If ASIO is correct, and not just vomiting Leftist agitprop, or working with “woke” groups as the CIA, and FBI do, and did against President Donald Trump, marginalising young white men, in the name of anti-racism is no antidote.
Communal shaming is like adding gasoline to a smouldering fire. There is (to quote Albrechtsen) “no justice in shaming innocent white boys.”
David Horowitz observed in 1999 (Hating Whitey and Other Progressive Causes) that: “Ideological hatred of whites is now an expanding industry.”
He cites as examples, “Noel Ignatiev’s ‘Whiteness Studies,’ an academic field promoting the idea that ‘whiteness’ is a ‘social construct’ that it is oppressive and must be ‘abolished.'”
And, The magazine Race Traitor, who Horowitz names as “the theoretical organ of this academic cult, emblazoned with the motto: ‘Treason to Whiteness is Loyalty to Humanity.'”
I know from my public housing welfare despondent upbringing that we felt the impact of “you are what we say you are.”

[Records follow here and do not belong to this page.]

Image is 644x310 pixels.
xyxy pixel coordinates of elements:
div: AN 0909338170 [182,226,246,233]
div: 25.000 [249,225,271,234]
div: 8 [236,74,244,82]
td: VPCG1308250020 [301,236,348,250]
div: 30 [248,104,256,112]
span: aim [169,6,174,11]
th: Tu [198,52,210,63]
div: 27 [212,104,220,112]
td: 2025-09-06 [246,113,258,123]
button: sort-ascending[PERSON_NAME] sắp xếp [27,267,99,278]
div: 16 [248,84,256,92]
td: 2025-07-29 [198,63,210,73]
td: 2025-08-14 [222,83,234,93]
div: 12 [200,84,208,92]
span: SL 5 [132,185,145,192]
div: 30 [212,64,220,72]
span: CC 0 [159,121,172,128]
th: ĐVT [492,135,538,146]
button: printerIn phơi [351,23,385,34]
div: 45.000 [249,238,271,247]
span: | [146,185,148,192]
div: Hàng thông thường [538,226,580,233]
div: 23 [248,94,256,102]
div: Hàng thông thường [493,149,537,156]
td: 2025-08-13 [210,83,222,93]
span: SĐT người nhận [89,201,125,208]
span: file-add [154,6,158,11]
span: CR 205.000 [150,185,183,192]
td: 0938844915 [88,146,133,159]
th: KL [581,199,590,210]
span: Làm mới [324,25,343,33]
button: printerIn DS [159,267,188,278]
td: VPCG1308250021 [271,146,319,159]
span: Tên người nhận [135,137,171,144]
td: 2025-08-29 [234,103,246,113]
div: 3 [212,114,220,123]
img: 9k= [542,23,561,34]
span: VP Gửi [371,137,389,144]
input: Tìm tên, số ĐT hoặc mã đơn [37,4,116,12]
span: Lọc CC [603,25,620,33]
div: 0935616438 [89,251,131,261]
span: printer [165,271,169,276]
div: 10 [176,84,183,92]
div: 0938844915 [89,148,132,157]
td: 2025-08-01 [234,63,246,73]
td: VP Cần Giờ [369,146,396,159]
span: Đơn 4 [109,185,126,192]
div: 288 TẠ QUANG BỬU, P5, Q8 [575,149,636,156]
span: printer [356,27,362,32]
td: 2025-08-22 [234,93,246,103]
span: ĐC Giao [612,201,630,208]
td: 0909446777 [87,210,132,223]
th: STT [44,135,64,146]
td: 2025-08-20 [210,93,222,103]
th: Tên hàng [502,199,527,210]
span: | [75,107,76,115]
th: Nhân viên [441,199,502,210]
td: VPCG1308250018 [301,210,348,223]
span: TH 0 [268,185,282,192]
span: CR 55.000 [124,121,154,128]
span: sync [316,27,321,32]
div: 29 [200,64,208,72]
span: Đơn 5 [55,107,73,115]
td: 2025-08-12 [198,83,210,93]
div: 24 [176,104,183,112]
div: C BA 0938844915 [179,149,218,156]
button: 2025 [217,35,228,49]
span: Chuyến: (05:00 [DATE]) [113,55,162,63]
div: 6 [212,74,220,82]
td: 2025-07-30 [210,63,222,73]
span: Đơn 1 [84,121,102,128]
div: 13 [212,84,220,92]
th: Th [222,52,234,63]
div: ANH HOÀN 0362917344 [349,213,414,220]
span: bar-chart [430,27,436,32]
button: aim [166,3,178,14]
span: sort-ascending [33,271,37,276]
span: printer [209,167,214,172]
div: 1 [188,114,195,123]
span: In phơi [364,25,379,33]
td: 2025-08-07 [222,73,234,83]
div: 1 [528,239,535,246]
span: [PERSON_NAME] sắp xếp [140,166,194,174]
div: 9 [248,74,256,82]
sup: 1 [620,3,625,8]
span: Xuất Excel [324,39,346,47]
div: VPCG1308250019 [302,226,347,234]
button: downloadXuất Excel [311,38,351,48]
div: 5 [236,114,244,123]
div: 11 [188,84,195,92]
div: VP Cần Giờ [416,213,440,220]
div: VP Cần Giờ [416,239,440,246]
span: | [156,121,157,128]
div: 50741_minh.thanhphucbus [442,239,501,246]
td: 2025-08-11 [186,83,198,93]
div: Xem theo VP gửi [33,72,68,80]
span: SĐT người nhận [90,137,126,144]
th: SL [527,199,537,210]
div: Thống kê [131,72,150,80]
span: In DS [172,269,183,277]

Some were able to break free of it, others didn’t.
A sure-fire way to create white supremacists is to embarrass, and humiliate, young, white impressionable men by telling them that their skin colour makes them white supremacists.
Many on the Left are so far up their own version of racial purity, and “moral superiority”, that they can’t grasp the fact that they are creating the very thing their anti-white racism fears the most.
Then again, perhaps that’s the plan? Manufacture an enemy, and exaggerate the threat, in order to maintain political power, and social relevance?
Either way, if you support the current racist political manoeuvring by from the Left, you’re complicit in the consequences, and are as big of an idiot, as they are.
The answer to the alleged resurgence of racist Right-Wing Extremism might simply be restraining the equally vicious, domestic violence inflicted on society by “Hate Whitey” racist Left-Wing radicalism.